Background YouTube is the most popular social networking website among Canadian adolescents, yet little is known about their contribution to the platform’s contents. This article examines youth-produced vlogs created to address a social issue. It seeks to explore the relationship between media creation, civic agency, and participatory politics in the context of visual social media.Analysis This article combines Grounded Theory and Social Semiotics to perform a multimodal content analysis of 55 vlogs posted on YouTube by French-speaking Canadian adolescents on the issue of bullying.Conclusion and implications The article concludes that vlogging allows for the creation of a social space where civic discussions can foster discursive forms of engagement and online activism. Future research could examine patterns of inclusion/exclusion in the access to this civic practice.Contexte YouTube est le média social le plus populaire auprès des adolescents canadiens, mais peu de travaux ont documenté leur contribution à la diffusion de contenus vidéo. Cet article s’intéresse aux vlogues publiés par des adolescents pour attirer l’attention sur des problèmes sociaux. Son but est d’examiner empiriquement les rapports entre création médiatique, engagement civique et cultures participatives dans la communication visuelle.Analyse Cet article combine la théorie enracinée et la socio-sémiotique dans l’analyse de contenu multimodale d’un échantillon de 55 vlogues d’adolescents franco-québécois qui dénoncent l’intimidation. Conclusion et implications Cet article conclut que la publication de vlogues permet la création d’un espace social de discussion civique qui favorise l’émergence d’un activisme discursif chez les jeunes. Les inégalités d’accès à cette pratique civique pourraient faire l’objet d’investigations futures.
Debate over conceptual definitions is prominent within the body of literature dealing with emerging patterns of civic engagement and political participation among youth information and communication technology–enabled politics. This article contends that advancing new knowledge in this field is also dependent upon fine-grained empirical analysis of digital traces of youth participation. Drawing on a close analysis of two youth-produced vlogs, we show that adolescents’ commitment to social change can be creatively achieved through video making. Informed by a socio-semiotic approach to multimodal analysis and by Peter Dahlgren’s concept of online civic cultures, our qualitative analysis highlights two main patterns we found in young people’s vlogs aimed at raising awareness about social issues. First, we found that to impact their intended audiences, vloggers presented themselves as creative choice makers and as savvy insiders of youth civic cultures on YouTube. Second, we found that vloggers successfully managed the risk of being the target of online hostility using rhetorical devices and tactics that smoothed counterpositions. Overall, our multimodal case study shows that contrary to traditional approaches to successful communication based on textual coherence, a mix of consistency, disruption, and contradiction can be used purposefully in public speech in order to manage difficult, risky topics. As we demonstrate that visual-based communication on social network sites such as vlogs posted on YouTube is not neat and tidy, we illuminate the vloggers’ shifting identities, opinions, and concerns. This evidence-based observation calls for more in-depth small case qualitative analyses for investigating the multiple affordances of civic talk online and its democratic potential. This article contributes to the ongoing conceptual redefinition of youth civic engagement and political participation in the face of fast-evolving sociotechnical change.
scite is a Brooklyn-based organization that helps researchers better discover and understand research articles through Smart Citations–citations that display the context of the citation and describe whether the article provides supporting or contrasting evidence. scite is used by students and researchers from around the world and is funded in part by the National Science Foundation and the National Institute on Drug Abuse of the National Institutes of Health.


Reproduce all the entries, matching the original word for word.

[Records from a data source]
_ _ _ _

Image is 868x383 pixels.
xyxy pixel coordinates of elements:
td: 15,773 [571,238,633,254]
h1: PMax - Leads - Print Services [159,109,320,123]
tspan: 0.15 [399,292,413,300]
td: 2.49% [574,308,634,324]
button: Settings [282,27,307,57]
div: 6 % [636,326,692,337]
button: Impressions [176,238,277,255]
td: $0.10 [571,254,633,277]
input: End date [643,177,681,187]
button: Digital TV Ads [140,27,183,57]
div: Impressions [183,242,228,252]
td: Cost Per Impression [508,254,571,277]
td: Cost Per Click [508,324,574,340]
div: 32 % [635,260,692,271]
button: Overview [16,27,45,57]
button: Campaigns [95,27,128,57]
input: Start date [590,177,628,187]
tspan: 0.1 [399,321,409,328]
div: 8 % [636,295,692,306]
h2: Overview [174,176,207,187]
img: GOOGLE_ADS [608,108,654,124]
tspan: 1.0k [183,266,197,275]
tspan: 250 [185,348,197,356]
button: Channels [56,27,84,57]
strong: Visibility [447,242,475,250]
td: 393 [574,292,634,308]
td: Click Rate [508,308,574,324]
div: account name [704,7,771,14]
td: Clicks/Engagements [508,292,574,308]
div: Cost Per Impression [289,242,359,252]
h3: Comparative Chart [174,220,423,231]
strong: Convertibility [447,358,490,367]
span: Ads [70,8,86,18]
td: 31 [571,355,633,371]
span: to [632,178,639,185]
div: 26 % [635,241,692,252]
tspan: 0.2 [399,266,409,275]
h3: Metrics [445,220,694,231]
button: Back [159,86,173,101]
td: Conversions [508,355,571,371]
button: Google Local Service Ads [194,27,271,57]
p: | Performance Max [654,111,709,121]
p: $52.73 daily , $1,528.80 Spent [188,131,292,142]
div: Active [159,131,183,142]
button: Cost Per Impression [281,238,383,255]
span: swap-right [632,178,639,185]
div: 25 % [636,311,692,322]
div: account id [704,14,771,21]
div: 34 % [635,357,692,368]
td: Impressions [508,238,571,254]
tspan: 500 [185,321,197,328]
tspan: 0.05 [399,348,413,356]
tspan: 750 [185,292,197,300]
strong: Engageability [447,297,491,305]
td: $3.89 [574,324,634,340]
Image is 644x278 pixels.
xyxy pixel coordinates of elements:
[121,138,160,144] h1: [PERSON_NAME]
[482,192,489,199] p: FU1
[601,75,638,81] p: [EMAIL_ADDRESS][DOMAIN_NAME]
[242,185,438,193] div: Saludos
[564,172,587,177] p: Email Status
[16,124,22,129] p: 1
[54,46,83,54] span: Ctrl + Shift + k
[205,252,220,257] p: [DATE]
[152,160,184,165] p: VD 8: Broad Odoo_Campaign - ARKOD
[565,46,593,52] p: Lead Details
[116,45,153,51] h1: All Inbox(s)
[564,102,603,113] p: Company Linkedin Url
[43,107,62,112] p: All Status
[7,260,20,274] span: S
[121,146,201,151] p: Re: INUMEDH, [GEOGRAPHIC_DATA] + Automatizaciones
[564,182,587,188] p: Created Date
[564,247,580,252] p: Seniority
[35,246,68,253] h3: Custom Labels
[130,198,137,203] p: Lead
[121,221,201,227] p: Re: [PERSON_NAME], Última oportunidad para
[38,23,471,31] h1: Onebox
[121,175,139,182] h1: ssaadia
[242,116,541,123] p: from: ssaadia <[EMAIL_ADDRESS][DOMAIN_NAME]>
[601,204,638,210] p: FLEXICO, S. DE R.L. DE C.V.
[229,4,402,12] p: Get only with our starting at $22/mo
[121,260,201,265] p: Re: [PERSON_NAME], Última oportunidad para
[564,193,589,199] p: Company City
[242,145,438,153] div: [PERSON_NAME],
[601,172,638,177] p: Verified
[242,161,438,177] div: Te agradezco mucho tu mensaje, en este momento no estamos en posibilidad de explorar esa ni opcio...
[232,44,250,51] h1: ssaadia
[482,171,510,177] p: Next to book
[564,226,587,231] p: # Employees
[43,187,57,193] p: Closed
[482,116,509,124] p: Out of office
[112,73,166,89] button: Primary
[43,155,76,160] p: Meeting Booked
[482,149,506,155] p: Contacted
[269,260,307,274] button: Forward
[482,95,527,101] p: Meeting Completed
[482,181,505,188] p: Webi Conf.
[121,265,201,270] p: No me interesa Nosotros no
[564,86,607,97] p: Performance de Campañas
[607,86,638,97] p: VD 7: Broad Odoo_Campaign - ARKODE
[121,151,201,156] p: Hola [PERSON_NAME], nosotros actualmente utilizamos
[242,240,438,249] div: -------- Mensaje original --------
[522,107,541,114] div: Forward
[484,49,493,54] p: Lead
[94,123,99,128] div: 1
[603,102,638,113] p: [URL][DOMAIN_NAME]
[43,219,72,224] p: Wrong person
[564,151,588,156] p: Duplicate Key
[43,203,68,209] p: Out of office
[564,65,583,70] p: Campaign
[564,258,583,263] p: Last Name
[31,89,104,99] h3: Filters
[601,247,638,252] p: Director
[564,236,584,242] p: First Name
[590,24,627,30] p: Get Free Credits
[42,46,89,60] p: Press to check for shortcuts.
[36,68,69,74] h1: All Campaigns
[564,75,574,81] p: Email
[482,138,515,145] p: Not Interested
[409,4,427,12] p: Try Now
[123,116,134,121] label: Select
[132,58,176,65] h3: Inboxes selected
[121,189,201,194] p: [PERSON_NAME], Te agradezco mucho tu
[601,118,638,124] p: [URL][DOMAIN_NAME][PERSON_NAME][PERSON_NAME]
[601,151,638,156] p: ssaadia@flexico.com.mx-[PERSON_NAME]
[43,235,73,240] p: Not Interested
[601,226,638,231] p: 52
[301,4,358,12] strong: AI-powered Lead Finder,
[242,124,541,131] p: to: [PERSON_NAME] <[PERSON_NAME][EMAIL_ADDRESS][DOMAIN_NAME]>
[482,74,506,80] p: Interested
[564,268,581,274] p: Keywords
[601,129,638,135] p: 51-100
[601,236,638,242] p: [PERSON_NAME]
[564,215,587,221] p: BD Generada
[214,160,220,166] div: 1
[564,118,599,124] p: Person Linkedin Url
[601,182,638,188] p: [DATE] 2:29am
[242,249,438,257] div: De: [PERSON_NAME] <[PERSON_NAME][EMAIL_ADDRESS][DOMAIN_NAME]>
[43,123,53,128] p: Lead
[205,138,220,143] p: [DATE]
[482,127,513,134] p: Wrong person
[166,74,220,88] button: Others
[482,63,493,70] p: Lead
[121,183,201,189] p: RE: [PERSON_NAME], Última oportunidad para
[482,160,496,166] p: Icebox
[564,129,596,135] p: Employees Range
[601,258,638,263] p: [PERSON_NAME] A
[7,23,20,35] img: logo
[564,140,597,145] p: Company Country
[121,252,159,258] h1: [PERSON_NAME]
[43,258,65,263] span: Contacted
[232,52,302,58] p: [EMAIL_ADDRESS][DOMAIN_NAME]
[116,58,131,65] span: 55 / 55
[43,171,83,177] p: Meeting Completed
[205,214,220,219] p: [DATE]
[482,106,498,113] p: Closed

_ _ _ _

▸ **SOLUTION FOR THIS PROBLEM**
Image is 868x383 pixels.
xyxy pixel coordinates of elements:
td: 15,773 [571,238,633,254]
h1: PMax - Leads - Print Services [159,109,320,123]
tspan: 0.15 [399,292,413,300]
td: 2.49% [574,308,634,324]
button: Settings [282,27,307,57]
div: 6 % [636,326,692,337]
button: Impressions [176,238,277,255]
td: $0.10 [571,254,633,277]
input: End date [643,177,681,187]
button: Digital TV Ads [140,27,183,57]
div: Impressions [183,242,228,252]
td: Cost Per Impression [508,254,571,277]
td: Cost Per Click [508,324,574,340]
div: 32 % [635,260,692,271]
button: Overview [16,27,45,57]
button: Campaigns [95,27,128,57]
input: Start date [590,177,628,187]
tspan: 0.1 [399,321,409,328]
div: 8 % [636,295,692,306]
h2: Overview [174,176,207,187]
img: GOOGLE_ADS [608,108,654,124]
tspan: 1.0k [183,266,197,275]
tspan: 250 [185,348,197,356]
button: Channels [56,27,84,57]
strong: Visibility [447,242,475,250]
td: 393 [574,292,634,308]
td: Click Rate [508,308,574,324]
div: account name [704,7,771,14]
td: Clicks/Engagements [508,292,574,308]
div: Cost Per Impression [289,242,359,252]
h3: Comparative Chart [174,220,423,231]
strong: Convertibility [447,358,490,367]
span: Ads [70,8,86,18]
td: 31 [571,355,633,371]
span: to [632,178,639,185]
div: 26 % [635,241,692,252]
tspan: 0.2 [399,266,409,275]
h3: Metrics [445,220,694,231]
button: Back [159,86,173,101]
td: Conversions [508,355,571,371]
button: Google Local Service Ads [194,27,271,57]
p: | Performance Max [654,111,709,121]
p: $52.73 daily , $1,528.80 Spent [188,131,292,142]
div: Active [159,131,183,142]
button: Cost Per Impression [281,238,383,255]
span: swap-right [632,178,639,185]
div: 25 % [636,311,692,322]
div: account id [704,14,771,21]
div: 34 % [635,357,692,368]
td: Impressions [508,238,571,254]
tspan: 500 [185,321,197,328]
tspan: 0.05 [399,348,413,356]
tspan: 750 [185,292,197,300]
strong: Engageability [447,297,491,305]
td: $3.89 [574,324,634,340]
Image is 644x278 pixels.
xyxy pixel coordinates of elements:
[121,138,160,144] h1: [PERSON_NAME]
[482,192,489,199] p: FU1
[601,75,638,81] p: [EMAIL_ADDRESS][DOMAIN_NAME]
[242,185,438,193] div: Saludos
[564,172,587,177] p: Email Status
[16,124,22,129] p: 1
[54,46,83,54] span: Ctrl + Shift + k
[205,252,220,257] p: [DATE]
[152,160,184,165] p: VD 8: Broad Odoo_Campaign - ARKOD
[565,46,593,52] p: Lead Details
[116,45,153,51] h1: All Inbox(s)
[564,102,603,113] p: Company Linkedin Url
[43,107,62,112] p: All Status
[7,260,20,274] span: S
[121,146,201,151] p: Re: INUMEDH, [GEOGRAPHIC_DATA] + Automatizaciones
[564,182,587,188] p: Created Date
[564,247,580,252] p: Seniority
[35,246,68,253] h3: Custom Labels
[130,198,137,203] p: Lead
[121,221,201,227] p: Re: [PERSON_NAME], Última oportunidad para
[38,23,471,31] h1: Onebox
[121,175,139,182] h1: ssaadia
[242,116,541,123] p: from: ssaadia <[EMAIL_ADDRESS][DOMAIN_NAME]>
[601,204,638,210] p: FLEXICO, S. DE R.L. DE C.V.
[229,4,402,12] p: Get only with our starting at $22/mo
[121,260,201,265] p: Re: [PERSON_NAME], Última oportunidad para
[564,193,589,199] p: Company City
[242,145,438,153] div: [PERSON_NAME],
[601,172,638,177] p: Verified
[242,161,438,177] div: Te agradezco mucho tu mensaje, en este momento no estamos en posibilidad de explorar esa ni opcio...
[232,44,250,51] h1: ssaadia
[482,171,510,177] p: Next to book
[564,226,587,231] p: # Employees
[43,187,57,193] p: Closed
[482,116,509,124] p: Out of office
[112,73,166,89] button: Primary
[43,155,76,160] p: Meeting Booked
[482,149,506,155] p: Contacted
[269,260,307,274] button: Forward
[482,95,527,101] p: Meeting Completed
[482,181,505,188] p: Webi Conf.
[121,265,201,270] p: No me interesa Nosotros no
[564,86,607,97] p: Performance de Campañas
[607,86,638,97] p: VD 7: Broad Odoo_Campaign - ARKODE
[121,151,201,156] p: Hola [PERSON_NAME], nosotros actualmente utilizamos
[242,240,438,249] div: -------- Mensaje original --------
[522,107,541,114] div: Forward
[484,49,493,54] p: Lead
[94,123,99,128] div: 1
[603,102,638,113] p: [URL][DOMAIN_NAME]
[43,219,72,224] p: Wrong person
[564,151,588,156] p: Duplicate Key
[43,203,68,209] p: Out of office
[564,65,583,70] p: Campaign
[564,258,583,263] p: Last Name
[31,89,104,99] h3: Filters
[601,247,638,252] p: Director
[564,236,584,242] p: First Name
[590,24,627,30] p: Get Free Credits
[42,46,89,60] p: Press to check for shortcuts.
[36,68,69,74] h1: All Campaigns
[564,75,574,81] p: Email
[482,138,515,145] p: Not Interested
[409,4,427,12] p: Try Now
[123,116,134,121] label: Select
[132,58,176,65] h3: Inboxes selected
[121,189,201,194] p: [PERSON_NAME], Te agradezco mucho tu
[601,118,638,124] p: [URL][DOMAIN_NAME][PERSON_NAME][PERSON_NAME]
[601,151,638,156] p: ssaadia@flexico.com.mx-[PERSON_NAME]
[43,235,73,240] p: Not Interested
[601,226,638,231] p: 52
[301,4,358,12] strong: AI-powered Lead Finder,
[242,124,541,131] p: to: [PERSON_NAME] <[PERSON_NAME][EMAIL_ADDRESS][DOMAIN_NAME]>
[482,74,506,80] p: Interested
[564,268,581,274] p: Keywords
[601,129,638,135] p: 51-100
[601,236,638,242] p: [PERSON_NAME]
[564,215,587,221] p: BD Generada
[214,160,220,166] div: 1
[564,118,599,124] p: Person Linkedin Url
[601,182,638,188] p: [DATE] 2:29am
[242,249,438,257] div: De: [PERSON_NAME] <[PERSON_NAME][EMAIL_ADDRESS][DOMAIN_NAME]>
[43,123,53,128] p: Lead
[205,138,220,143] p: [DATE]
[482,127,513,134] p: Wrong person
[166,74,220,88] button: Others
[482,63,493,70] p: Lead
[121,183,201,189] p: RE: [PERSON_NAME], Última oportunidad para
[482,160,496,166] p: Icebox
[564,129,596,135] p: Employees Range
[601,258,638,263] p: [PERSON_NAME] A
[7,23,20,35] img: logo
[564,140,597,145] p: Company Country
[121,252,159,258] h1: [PERSON_NAME]
[43,258,65,263] span: Contacted
[232,52,302,58] p: [EMAIL_ADDRESS][DOMAIN_NAME]
[116,58,131,65] span: 55 / 55
[43,171,83,177] p: Meeting Completed
[205,214,220,219] p: [DATE]
[482,106,498,113] p: Closed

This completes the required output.